God is Love - I'm Confused

I've often joked that I grew up believing that the message of the Christian Gospel was something like: 'Jesus died on the cross to pay the price of your sins, so the Father has to let you into heaven but he's really pissed off about it because he hates you.'

I didn't grow up in the UK and I didn't grow up a Methodist, so I frequently get told that my experience is due to having grown up in a strict denomination in the United States and that this experience is pretty much unique to me.

Then, as I reread Steve Chalke's The Lost Message of Jesus, he writes (in 2004, so not in The Dark Ages):
...in the popular mind, this is exactly who the God of the Bible is: a sadistic monster, a powerful and spiteful punisher of people who are having a tough enough time on earth as it is...Most people today, if they believe in God at all, think that he is power and that power is all about the domination of others. (p. 47)
So what, exactly is the deal? Does 'everyone' believe that God loves them? Are Chalke and I (and Gerard Hughes, for that matter - thinking of his 'Uncle George') all wet? My conversion came when I began to believe that God loves me; is it really the case that few people need to hear this message?

07 October 2007

Sermon - A Theology of Sharing for Harvest

I'm on holiday this week, but I've just posted last week’s sermon on my sermon blog.

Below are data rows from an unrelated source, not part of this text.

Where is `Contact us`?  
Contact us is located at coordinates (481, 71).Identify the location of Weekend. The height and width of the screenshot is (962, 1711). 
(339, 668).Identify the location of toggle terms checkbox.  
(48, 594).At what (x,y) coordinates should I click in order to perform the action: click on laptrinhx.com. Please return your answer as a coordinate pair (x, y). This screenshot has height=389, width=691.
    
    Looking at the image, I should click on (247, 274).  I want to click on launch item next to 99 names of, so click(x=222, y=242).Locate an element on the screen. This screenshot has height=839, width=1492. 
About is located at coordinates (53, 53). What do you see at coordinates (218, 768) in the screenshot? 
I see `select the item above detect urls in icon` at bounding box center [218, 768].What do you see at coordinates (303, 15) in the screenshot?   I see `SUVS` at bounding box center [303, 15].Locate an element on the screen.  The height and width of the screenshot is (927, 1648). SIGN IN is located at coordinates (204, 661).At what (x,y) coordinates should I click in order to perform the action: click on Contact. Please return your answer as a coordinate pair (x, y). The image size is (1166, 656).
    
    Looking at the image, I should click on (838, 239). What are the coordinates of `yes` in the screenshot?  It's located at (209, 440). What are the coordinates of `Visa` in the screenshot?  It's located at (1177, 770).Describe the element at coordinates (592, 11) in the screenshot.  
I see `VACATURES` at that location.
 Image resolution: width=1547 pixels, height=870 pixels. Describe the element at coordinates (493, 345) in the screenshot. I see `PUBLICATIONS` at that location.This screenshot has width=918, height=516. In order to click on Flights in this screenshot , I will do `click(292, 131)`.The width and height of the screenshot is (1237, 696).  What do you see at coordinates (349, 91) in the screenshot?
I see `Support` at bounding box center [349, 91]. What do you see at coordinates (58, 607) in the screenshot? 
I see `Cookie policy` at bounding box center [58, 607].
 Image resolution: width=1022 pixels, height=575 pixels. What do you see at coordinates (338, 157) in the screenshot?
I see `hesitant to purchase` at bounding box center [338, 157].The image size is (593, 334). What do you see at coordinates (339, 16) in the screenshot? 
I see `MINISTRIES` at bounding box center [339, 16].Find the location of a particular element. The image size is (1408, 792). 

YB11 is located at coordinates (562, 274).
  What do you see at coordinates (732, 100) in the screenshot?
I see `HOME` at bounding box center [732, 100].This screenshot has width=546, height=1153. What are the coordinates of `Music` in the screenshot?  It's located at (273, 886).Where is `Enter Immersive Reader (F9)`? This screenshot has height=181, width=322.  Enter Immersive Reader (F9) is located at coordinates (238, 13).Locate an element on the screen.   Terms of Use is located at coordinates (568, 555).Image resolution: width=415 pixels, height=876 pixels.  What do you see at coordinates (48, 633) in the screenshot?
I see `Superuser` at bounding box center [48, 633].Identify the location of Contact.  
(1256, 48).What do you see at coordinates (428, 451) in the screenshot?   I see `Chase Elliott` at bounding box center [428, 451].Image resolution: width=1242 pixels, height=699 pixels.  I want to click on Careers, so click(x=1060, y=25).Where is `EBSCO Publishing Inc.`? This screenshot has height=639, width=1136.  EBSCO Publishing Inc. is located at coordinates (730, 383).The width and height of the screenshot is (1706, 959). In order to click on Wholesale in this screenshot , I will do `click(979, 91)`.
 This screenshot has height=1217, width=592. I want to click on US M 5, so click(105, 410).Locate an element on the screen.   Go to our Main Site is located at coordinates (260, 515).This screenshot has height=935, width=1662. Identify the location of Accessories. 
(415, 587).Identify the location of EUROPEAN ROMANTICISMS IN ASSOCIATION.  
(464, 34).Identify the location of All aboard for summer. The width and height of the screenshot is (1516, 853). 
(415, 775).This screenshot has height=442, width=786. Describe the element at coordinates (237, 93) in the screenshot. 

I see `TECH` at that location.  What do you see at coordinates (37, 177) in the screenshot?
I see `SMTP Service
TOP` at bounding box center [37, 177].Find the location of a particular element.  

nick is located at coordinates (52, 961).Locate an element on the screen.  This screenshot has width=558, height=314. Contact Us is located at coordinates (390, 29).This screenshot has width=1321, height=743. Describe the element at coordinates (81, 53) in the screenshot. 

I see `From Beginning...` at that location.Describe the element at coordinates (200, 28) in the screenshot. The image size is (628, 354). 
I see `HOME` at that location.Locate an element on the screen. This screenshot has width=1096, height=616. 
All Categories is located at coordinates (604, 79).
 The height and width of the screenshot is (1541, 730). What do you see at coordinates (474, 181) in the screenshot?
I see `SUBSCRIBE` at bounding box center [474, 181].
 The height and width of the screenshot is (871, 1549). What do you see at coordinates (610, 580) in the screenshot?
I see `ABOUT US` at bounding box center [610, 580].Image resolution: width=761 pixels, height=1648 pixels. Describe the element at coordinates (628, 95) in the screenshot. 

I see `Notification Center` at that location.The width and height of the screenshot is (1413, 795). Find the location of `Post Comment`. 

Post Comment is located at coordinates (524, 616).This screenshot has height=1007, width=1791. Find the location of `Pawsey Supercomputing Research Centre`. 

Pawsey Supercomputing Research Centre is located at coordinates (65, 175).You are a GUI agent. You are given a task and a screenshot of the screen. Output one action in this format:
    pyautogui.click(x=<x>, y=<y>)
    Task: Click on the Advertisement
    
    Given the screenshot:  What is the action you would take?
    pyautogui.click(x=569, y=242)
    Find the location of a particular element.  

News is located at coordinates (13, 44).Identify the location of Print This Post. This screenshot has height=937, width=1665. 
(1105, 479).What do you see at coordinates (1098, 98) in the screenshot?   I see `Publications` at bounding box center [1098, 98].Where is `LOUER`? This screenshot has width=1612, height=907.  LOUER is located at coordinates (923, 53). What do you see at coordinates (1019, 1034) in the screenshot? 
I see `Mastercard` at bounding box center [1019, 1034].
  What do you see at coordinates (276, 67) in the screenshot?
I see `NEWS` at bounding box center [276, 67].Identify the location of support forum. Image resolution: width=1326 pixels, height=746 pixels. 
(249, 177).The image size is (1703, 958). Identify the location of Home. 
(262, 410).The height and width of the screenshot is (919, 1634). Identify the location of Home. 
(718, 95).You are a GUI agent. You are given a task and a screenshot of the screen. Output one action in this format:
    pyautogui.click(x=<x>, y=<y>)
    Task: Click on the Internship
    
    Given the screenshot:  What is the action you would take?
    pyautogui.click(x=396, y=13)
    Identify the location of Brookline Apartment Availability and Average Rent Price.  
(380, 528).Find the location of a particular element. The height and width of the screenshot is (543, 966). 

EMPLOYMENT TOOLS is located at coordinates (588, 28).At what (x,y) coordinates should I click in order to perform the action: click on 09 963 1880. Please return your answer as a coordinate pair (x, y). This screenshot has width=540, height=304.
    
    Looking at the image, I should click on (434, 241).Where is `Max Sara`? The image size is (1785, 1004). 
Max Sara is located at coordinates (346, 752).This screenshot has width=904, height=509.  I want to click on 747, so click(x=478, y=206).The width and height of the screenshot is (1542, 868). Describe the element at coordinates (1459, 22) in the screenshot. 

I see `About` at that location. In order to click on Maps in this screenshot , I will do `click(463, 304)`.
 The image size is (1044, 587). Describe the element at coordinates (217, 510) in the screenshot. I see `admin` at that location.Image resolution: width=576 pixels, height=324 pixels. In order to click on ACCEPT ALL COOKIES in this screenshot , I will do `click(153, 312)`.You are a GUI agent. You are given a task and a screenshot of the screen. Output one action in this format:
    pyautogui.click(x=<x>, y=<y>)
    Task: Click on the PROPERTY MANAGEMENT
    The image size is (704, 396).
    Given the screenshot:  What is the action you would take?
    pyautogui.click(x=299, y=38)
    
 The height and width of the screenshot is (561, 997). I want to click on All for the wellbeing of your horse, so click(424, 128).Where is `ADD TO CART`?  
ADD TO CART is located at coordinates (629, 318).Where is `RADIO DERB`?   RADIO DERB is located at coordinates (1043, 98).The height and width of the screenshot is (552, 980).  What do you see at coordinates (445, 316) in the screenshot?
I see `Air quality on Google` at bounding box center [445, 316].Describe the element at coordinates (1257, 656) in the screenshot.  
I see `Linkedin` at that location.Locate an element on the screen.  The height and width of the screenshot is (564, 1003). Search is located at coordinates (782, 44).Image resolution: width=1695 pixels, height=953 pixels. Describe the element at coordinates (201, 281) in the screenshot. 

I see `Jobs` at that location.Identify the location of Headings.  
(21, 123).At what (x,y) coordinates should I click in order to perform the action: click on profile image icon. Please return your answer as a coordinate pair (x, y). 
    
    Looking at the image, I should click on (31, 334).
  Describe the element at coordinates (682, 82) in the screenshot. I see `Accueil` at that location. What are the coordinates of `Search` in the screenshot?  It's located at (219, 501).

I was asked to do a sermon on 'the Christian theology of sharing' and I reckon this sermon is what one of my members calls my 'radical left wing sermons'. (Probably not so radical or left wing from a British point of view; probably enough to have me up on heresy charges from an American point of view!)

06 October 2007

Happy Autumn

I'm on holiday after working 14 days straight and it feels like a luxury! I've not gone anywhere, but there is some very beautiful countryside around here. Here are some photos of little bits of God's creation for all to enjoy.